Summary
In Paul Bryon Brewer v. United States Government, 1:23-cv-01860 (UNA), 2023 WL 4762585 at *1 (D.D.C. July 21, 2023), the court addressed a case filed by Paul Bryon Brewer, a resident of Pennsylvania, alleging among other things: that in 2009 plaintiff's father gave him the chance to be president through a federal reserve note worth $900 trillion; that Presidents Obama and Biden conspired to steal the $900 trillion which stopped him from running for president; and that they collaborated with the CIA and Congress to surveille and torture him.
Summary of this case from Brewer v. ObamaOpinion
Civil Action 1:23-cv-01860 (UNA)
07-21-2023
MEMORANDUM OPINION
TREVOR N. McFADDEN UNITED STATES DISTRICT JUDGE
This matter is before the Court on its initial review of plaintiff's pro se complaint, ECF No. 1, and application for leave to proceed in forma pauperis, ECF No. 2. The Court will grant the in forma pauperis application and dismiss the case pursuant to 28 U.S.C. § 1915(e)(2)(B)(ii), by which the Court is required to dismiss a case “at any time” if it determines that the action is frivolous.
“A complaint must contain sufficient factual matter, accepted as true, to ‘state a claim to relief that is plausible on its face.'” Ashcroft v. Iqbal, 556 U.S. 662, 678 (2009) (quoting Bell Atl. Corp. v. Twombly, 550 U.S. 544, 570 (2007)). A complaint that lacks “an arguable basis either in law or in fact” is frivolous, Neitzke v. Williams, 490 U.S. 319, 325 (1989), and a “complaint plainly abusive of the judicial process is properly typed malicious,” Crisafi v. Holland, 655 F.2d 1305, 1309 (D.C. Cir. 1981).
Plaintiff, a resident of Pennsylvania, sues the United States. The complaint is difficult to follow. Plaintiff contends that “in 2009, [his] father gave [him] the chance to be President of the United States through a federal reserve note” worth $900 trillion. He contends that Presidents Obama, Biden, and various companies (1) conspired to steal the $900 trillion, which stopped him from running for president, and will result in the overturn of the government and will render the United States “fully communist,” and (2) collaborated with the CIA and Congress to surveille and torture him. The relief sought is unspecified.
This Court cannot exercise subject matter jurisdiction over a frivolous complaint. Hagans v. Lavine, 415 U.S. 528, 536-37 (1974) (“Over the years, this Court has repeatedly held that the federal courts are without power to entertain claims otherwise within their jurisdiction if they are ‘so attenuated and unsubstantial as to be absolutely devoid of merit.'”) (quoting Newburyport Water Co. v. Newburyport, 193 U.S. 561, 579 (1904)); Tooley v. Napolitano, 586 F.3d 1006, 1010 (D.C. Cir. 2009) (examining cases dismissed “for patent insubstantiality,” including where the plaintiff allegedly “was subjected to a campaign of surveillance and harassment deriving from uncertain origins.”). So a court is obligated to dismiss a complaint as frivolous “when the facts alleged rise to the level of the irrational or the wholly incredible,” Denton v. Hernandez, 504 U.S. 25, 33 (1992), or “postulat[e] events and circumstances of a wholly fanciful kind,” Crisafi, 655 F.2d at 1307-08. The instant complaint falls squarely into this category. In addition to failing to state a claim for relief or establish this Court's jurisdiction, the complaint is frivolous on its face.
Consequently, this case will be dismissed without prejudice. A separate order accompanies this memorandum opinion.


YOUR ASSIGNMENT
Write the listing below out again exactly, dropping the images.

LISTED RECORDS
****
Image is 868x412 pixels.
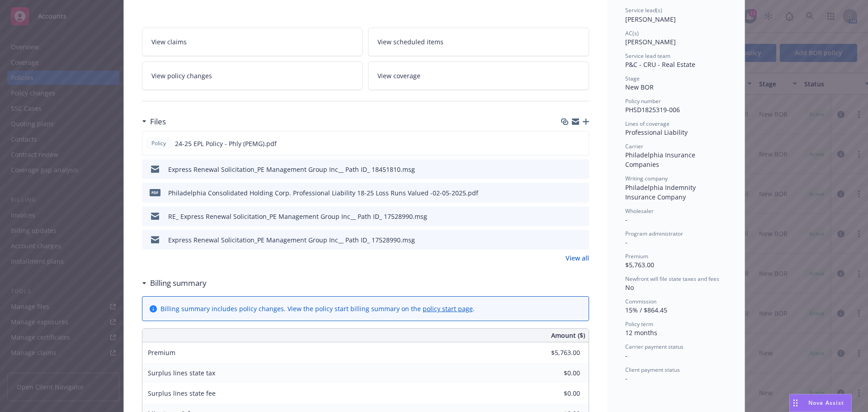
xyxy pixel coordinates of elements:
span: No [625,283,634,292]
input: 0.00 [527,346,585,360]
span: Professional Liability [625,128,688,137]
button: preview file [577,165,585,174]
span: Policy [150,139,168,147]
div: Billing summary [142,277,206,289]
button: preview file [577,212,585,221]
span: 24-25 EPL Policy - Phly (PEMG).pdf [175,139,277,149]
span: Surplus lines state tax [148,369,215,378]
span: AC(s) [625,29,639,37]
span: New BOR [625,83,654,91]
span: Wholesaler [625,207,654,215]
span: [PERSON_NAME] [625,37,676,46]
a: View coverage [368,61,589,90]
span: Nova Assist [808,399,844,407]
button: download file [563,212,570,221]
div: Express Renewal Solicitation_PE Management Group Inc__ Path ID_ 17528990.msg [168,235,415,245]
span: View policy changes [151,71,212,80]
span: View claims [151,37,187,46]
span: Carrier payment status [625,343,683,351]
span: [PERSON_NAME] [625,15,676,24]
div: Files [142,116,166,127]
span: Lines of coverage [625,120,670,127]
div: RE_ Express Renewal Solicitation_PE Management Group Inc__ Path ID_ 17528990.msg [168,212,427,221]
span: pdf [150,189,161,196]
span: - [625,215,628,224]
span: PHSD1825319-006 [625,106,680,114]
span: Philadelphia Insurance Companies [625,151,697,169]
div: Drag to move [790,395,801,412]
span: - [625,238,628,247]
div: Billing summary includes policy changes. View the policy start billing summary on the . [161,304,475,314]
span: Commission [625,298,656,305]
a: View claims [142,28,363,56]
span: 12 months [625,329,658,337]
button: download file [563,188,570,198]
span: $5,763.00 [625,261,654,269]
span: Premium [625,252,648,260]
button: Nova Assist [789,394,852,412]
span: - [625,374,628,383]
span: P&C - CRU - Real Estate [625,60,695,69]
span: Stage [625,75,640,83]
span: - [625,352,628,360]
div: Express Renewal Solicitation_PE Management Group Inc__ Path ID_ 18451810.msg [168,165,415,174]
h3: Files [150,116,166,127]
span: Writing company [625,174,668,182]
span: Policy term [625,320,654,328]
span: Service lead team [625,52,671,60]
span: Philadelphia Indemnity Insurance Company [625,183,698,201]
h3: Billing summary [150,277,206,289]
span: Program administrator [625,230,683,238]
a: policy start page [423,305,473,313]
input: 0.00 [527,387,585,401]
button: download file [562,139,570,149]
span: Policy number [625,98,661,105]
span: Amount ($) [551,331,585,340]
span: View coverage [378,71,420,80]
a: View scheduled items [368,28,589,56]
a: View policy changes [142,61,363,90]
div: Philadelphia Consolidated Holding Corp. Professional Liability 18-25 Loss Runs Valued -02-05-2025... [168,188,478,198]
span: Carrier [625,142,643,150]
span: Surplus lines state fee [148,389,216,398]
button: preview file [577,188,585,198]
button: preview file [577,235,585,245]
span: Service lead(s) [625,6,662,14]
button: preview file [577,139,585,149]
button: download file [563,235,570,245]
button: download file [563,165,570,174]
span: Client payment status [625,366,680,374]
span: 15% / $864.45 [625,306,667,314]
span: Premium [148,348,175,357]
span: View scheduled items [378,37,444,46]
span: Newfront will file state taxes and fees [625,275,720,283]
input: 0.00 [527,367,585,380]
a: View all [566,254,589,263]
****
ANSWER TO THIS EXERCISE
Image is 868x412 pixels.
xyxy pixel coordinates of elements:
span: No [625,283,634,292]
input: 0.00 [527,346,585,360]
span: Professional Liability [625,128,688,137]
button: preview file [577,165,585,174]
span: Policy [150,139,168,147]
div: Billing summary [142,277,206,289]
button: preview file [577,212,585,221]
span: 24-25 EPL Policy - Phly (PEMG).pdf [175,139,277,149]
span: Surplus lines state tax [148,369,215,378]
span: AC(s) [625,29,639,37]
span: New BOR [625,83,654,91]
span: Wholesaler [625,207,654,215]
span: [PERSON_NAME] [625,37,676,46]
a: View coverage [368,61,589,90]
span: Nova Assist [808,399,844,407]
button: download file [563,212,570,221]
div: Express Renewal Solicitation_PE Management Group Inc__ Path ID_ 17528990.msg [168,235,415,245]
span: View policy changes [151,71,212,80]
span: View claims [151,37,187,46]
span: Carrier payment status [625,343,683,351]
span: [PERSON_NAME] [625,15,676,24]
div: Files [142,116,166,127]
span: Lines of coverage [625,120,670,127]
div: RE_ Express Renewal Solicitation_PE Management Group Inc__ Path ID_ 17528990.msg [168,212,427,221]
span: pdf [150,189,161,196]
span: - [625,215,628,224]
span: PHSD1825319-006 [625,106,680,114]
span: Philadelphia Insurance Companies [625,151,697,169]
div: Drag to move [790,395,801,412]
span: - [625,238,628,247]
div: Billing summary includes policy changes. View the policy start billing summary on the . [161,304,475,314]
span: Commission [625,298,656,305]
a: View claims [142,28,363,56]
span: 12 months [625,329,658,337]
button: download file [563,188,570,198]
span: $5,763.00 [625,261,654,269]
span: Premium [625,252,648,260]
button: Nova Assist [789,394,852,412]
span: - [625,374,628,383]
span: P&C - CRU - Real Estate [625,60,695,69]
span: Stage [625,75,640,83]
span: - [625,352,628,360]
div: Express Renewal Solicitation_PE Management Group Inc__ Path ID_ 18451810.msg [168,165,415,174]
h3: Files [150,116,166,127]
span: Writing company [625,174,668,182]
span: Policy term [625,320,654,328]
span: Service lead team [625,52,671,60]
span: Philadelphia Indemnity Insurance Company [625,183,698,201]
h3: Billing summary [150,277,206,289]
span: Program administrator [625,230,683,238]
a: policy start page [423,305,473,313]
input: 0.00 [527,387,585,401]
button: download file [562,139,570,149]
span: Policy number [625,98,661,105]
span: Amount ($) [551,331,585,340]
span: View coverage [378,71,420,80]
a: View scheduled items [368,28,589,56]
a: View policy changes [142,61,363,90]
div: Philadelphia Consolidated Holding Corp. Professional Liability 18-25 Loss Runs Valued -02-05-2025... [168,188,478,198]
span: Carrier [625,142,643,150]
span: Surplus lines state fee [148,389,216,398]
button: preview file [577,188,585,198]
button: preview file [577,235,585,245]
span: Service lead(s) [625,6,662,14]
button: preview file [577,139,585,149]
button: download file [563,235,570,245]
button: download file [563,165,570,174]
span: Client payment status [625,366,680,374]
span: 15% / $864.45 [625,306,667,314]
span: Premium [148,348,175,357]
span: View scheduled items [378,37,444,46]
span: Newfront will file state taxes and fees [625,275,720,283]
input: 0.00 [527,367,585,380]
a: View all [566,254,589,263]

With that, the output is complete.